The University’s Security, Privacy, Identity and Trust Engagement NetworkPlus (SPRITE+) has secured a £2.6 million follow-on award from the Engineering and Physical Sciences Research Council supplemented by £2.3 million from institutional contributions and project partner in-kind commitments. The funds will support the network to consolidate its existing work, and further develop its reach and impact through an ambitious programme of activities.
SPRITE+ was created in 2019, as part of the EPSRC’s Digital Economy programme, to foster engagement between academic and non-academic communities and provide a platform for building interdisciplinary collaborations to address challenges related to the future of digital trust, identity, privacy, and security (TIPS). Its activities include workshops, showcase events, research funding, and other community-building activities across disciplines and sectors.
Since its launch, SPRITE+ has attracted over 750 members from academia, industry, government, law enforcement and civil society organisations, and the support of eighteen Project Partners. Currently, 75% of its members are academic researchers from technical, scientific, arts/humanities and social science disciplines, with over ninety HEIs represented from the UK and beyond.
In its second phase, SPRITE+ will be led by Professor Mark Elliot from the University of Manchester, with Professor Stacey Conchie (Lancaster University), Professor Deeph Chana (Imperial College London), Professor Vladimiro Sassone (University of Southampton), and Professor Sakir Sezer (Queen’s University Belfast). The current SPRITE+ Director, University of Manchester’s Professor Emma Barrett, will remain as part of the Management Team for phase two.

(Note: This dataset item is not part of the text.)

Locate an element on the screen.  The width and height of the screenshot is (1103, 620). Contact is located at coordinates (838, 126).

The additional funding from 2023 will enable SPRITE+ to enhance its research support, including new funding calls to tackle industry-led challenges, ‘deep dive’ research projects and horizon scanning exercises. Early career researchers will benefit from enhanced opportunities to develop their skills and engage with stakeholders from industry, government, and civil society. SPRITE+ will also extend its international reach by building new collaborations in Canada, Australia, South Korea and the USA. The new activities will complement and extend the existing programme of sandpits, community building and networking events.

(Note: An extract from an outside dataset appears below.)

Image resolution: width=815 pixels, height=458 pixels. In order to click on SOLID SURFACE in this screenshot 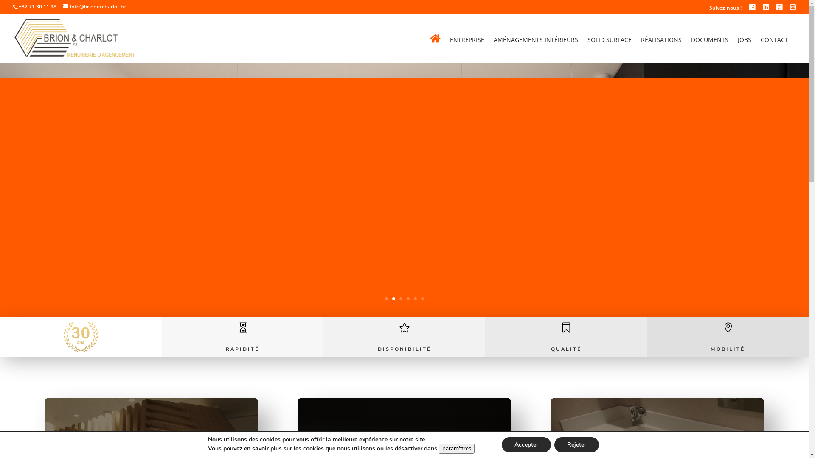, I will do `click(610, 50)`.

As the UK’s national NetworkPlus for TIPS, SPRITE+ works closely with other networks and hubs that also cover aspects of digital trust, identity, privacy and security, supporting their work and maximising opportunities for collaboration across disciplines and sectors. Twenty-four high-profile organisations (including organisations from phase one) have already signed up to join phase two of SPRITE+ as Project Partners.

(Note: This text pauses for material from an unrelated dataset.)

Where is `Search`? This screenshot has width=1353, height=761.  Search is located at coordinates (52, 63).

Security, privacy, identity, and trust are vital in defining the type of societies we will be living in as we move through the 21st century. To enable the best outcomes, we need joined-up interdisciplinary research across the breadth of those four areas. SPRITE+ has been a fabulous initiative, building the interdisciplinary network, creating spaces for innovation to flourish and establishing ourselves as the go-to point of contact to engage with the broadest UK network of interdisciplinary, cross-sector digital TIPS experts. For the next phase, our vision is to expand the influence of the network through building partnerships and driving innovation in research.
Professor Mark Elliot said.
The second phase of SPRITE+ will launch in September 2023, and is funded by the EPSRC for four years.